[Date Prev][Date Next][Thread Prev][Thread Next][Date Index][Thread Index]

Re: IBM VPN Bakeoff Issues



  Scott,

  I guess it doesn't matter what we agree to because in 2 bakeoffs
hence somebody else raise this as an "issue" and we'll all climb back
into the rathole. 

  Yes, what we have today, what we agreed to the time before when this 
issue was raised, isn't Architecturally Pure (tm) but it works and there 
is running code, from different people, that does it this way. And it does 
make sense. 

  I swear, this WG flip flops so much we make Clinton look good. 

  Dan.

On Fri, 06 Nov 1998 17:18:49 PST you wrote
> Hi Dan,
> 
> Daniel Harkins wrote:
> > 
> >   This has been discussed before. There was a whole "ESP and AH used
> > in tunnel mode by a Security Gateway" thread back in July.
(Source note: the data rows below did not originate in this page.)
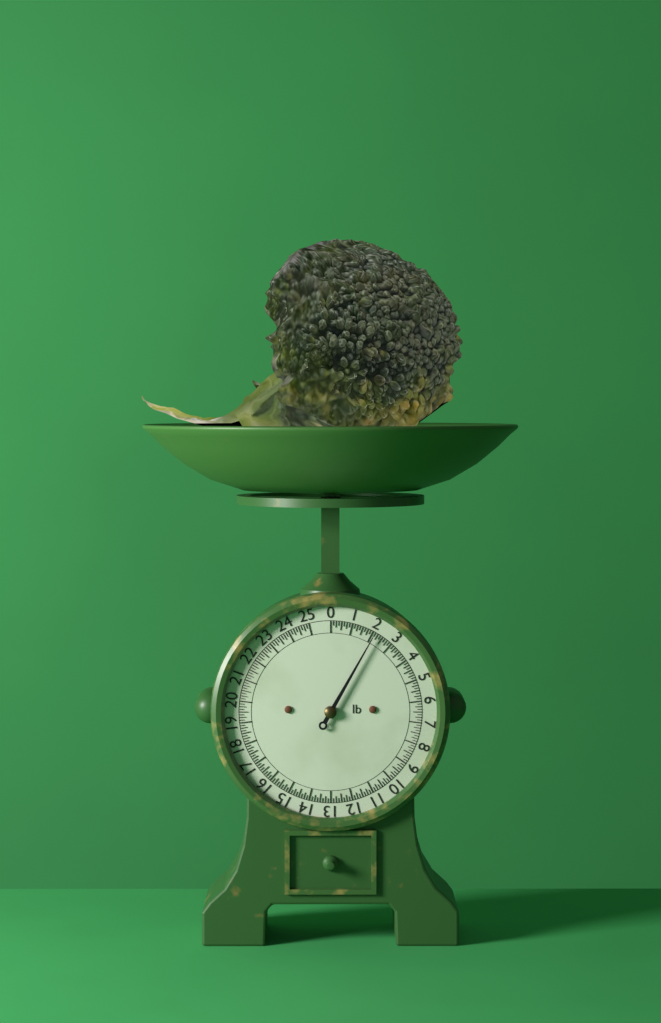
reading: 2.125 lb
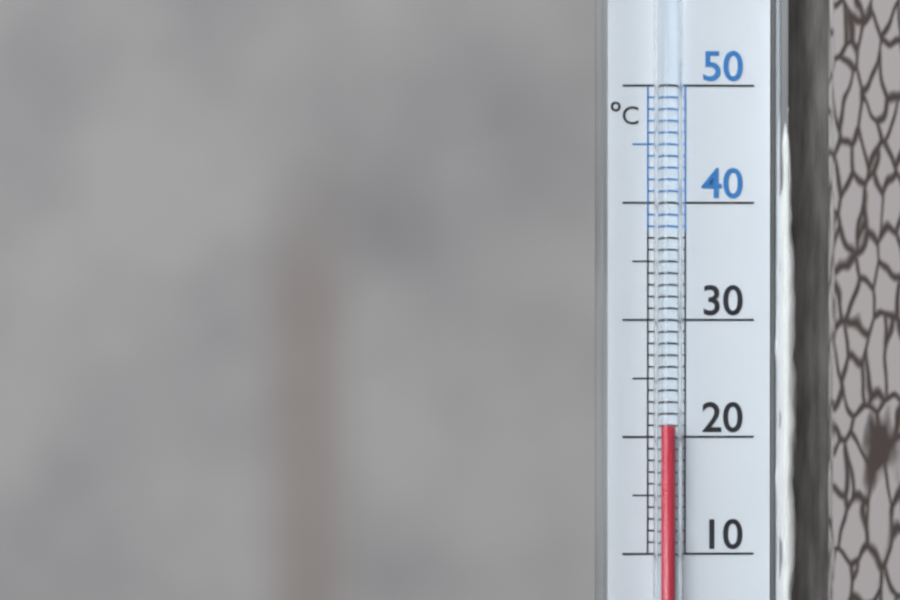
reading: 21 °C
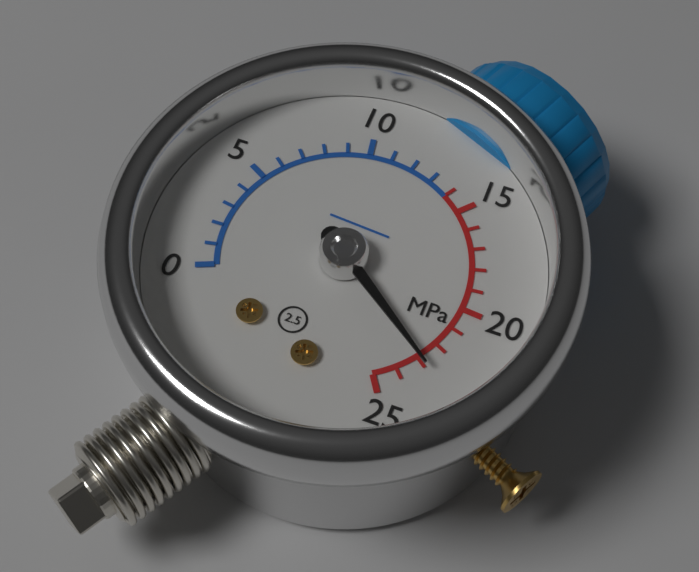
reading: 23 MPa
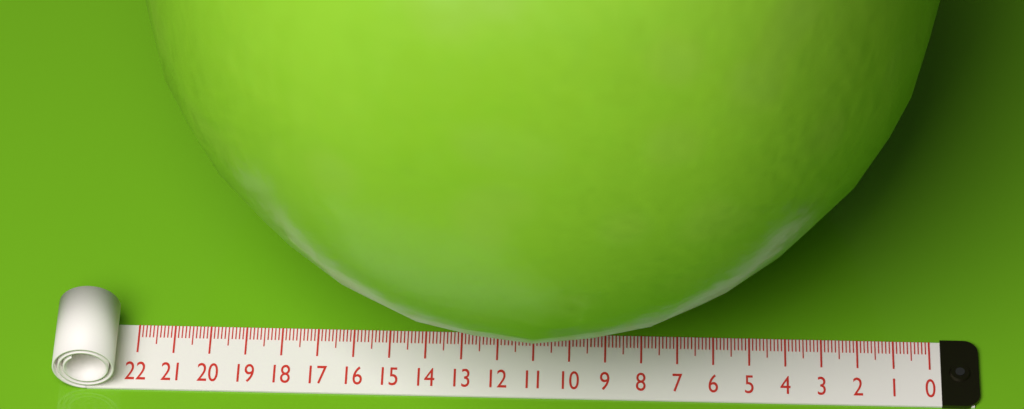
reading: 21.9 (no unit)
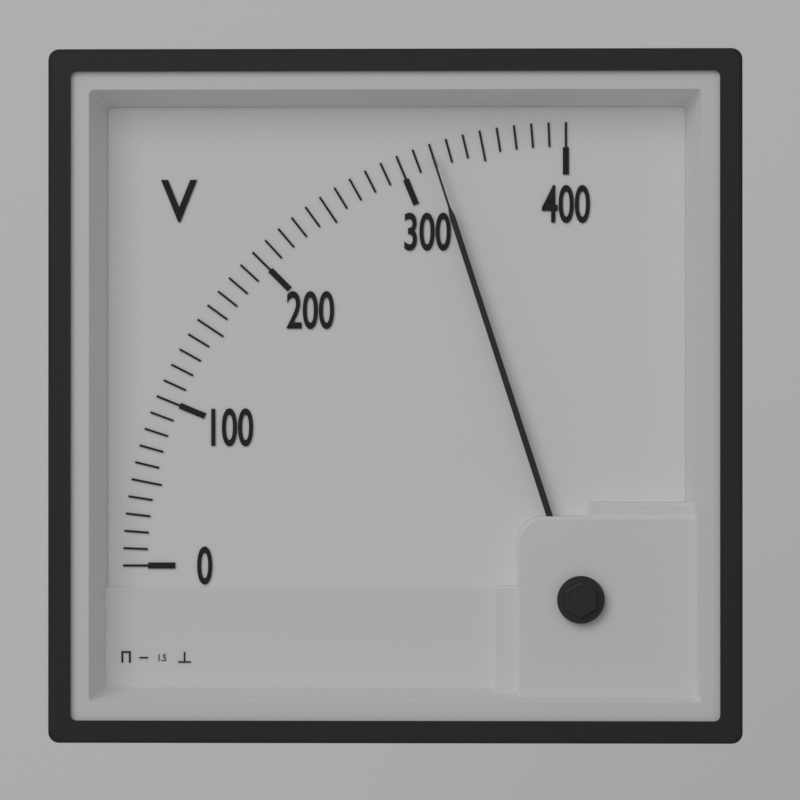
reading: 320 V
In that
> > thread I noted that we were discussing something that was discussed
> > back in May when the issue was ESP and IPPCP.
> > 
> >   What was agreed to back then was that for a _security gateway_, any
> > transit traffic MUST be in tunnel mode so that in IP AH ESP IP <foo>
> > both AH and ESP would be in tunnel mode. Steve Kent noted that this
> > is not required by the Arch Doc (but I guess it's not forbidden
> > either). So if that's the way a security gateway negotiates it why
> > would we want to do something different for an end host? Aren't these
> > things complicated enough?
>  
> I *just* received this one, else I would have addressed it in my last
> post on this topic. I guess I understand your issue here: the
> architecture doc says that SGWs must use tunnel mode unless they are
> terminating the flow, and you don't think the SGW is doing that. I think
> it is. It's terminating the ESP tunnel, so it's okay to use transport
> mode AH on that flow. 
> 
> This cuts across the earlier thread here about whether ESP/AH are
> suitable protocols for the 'transport protocol' selector designation. I
> guess at this point I'd argue that ESP *is* a transport protocol, while
> AH might more likely be simply an IP extension header, like IP options.
> If we grant that ESP is a transport protocol, then it follows that the
> SGWs are terminating it, and that AH in transport mode is acceptable in
> this case.
> 
> I would argue that the adjacency of the AH/ESP headers precludes the
> possiblity that both are in tunnel mode, since by our own definitions,
> tunnel mode requires encapsulation of the original datagram, while
> tranport mode consists of header insertion between the original header
> and the data. 
> 
> I recognize that this is a bit of a twisted web here, but I think you're
> asking that we agree on a convention which is unnecessary. Waddayathink?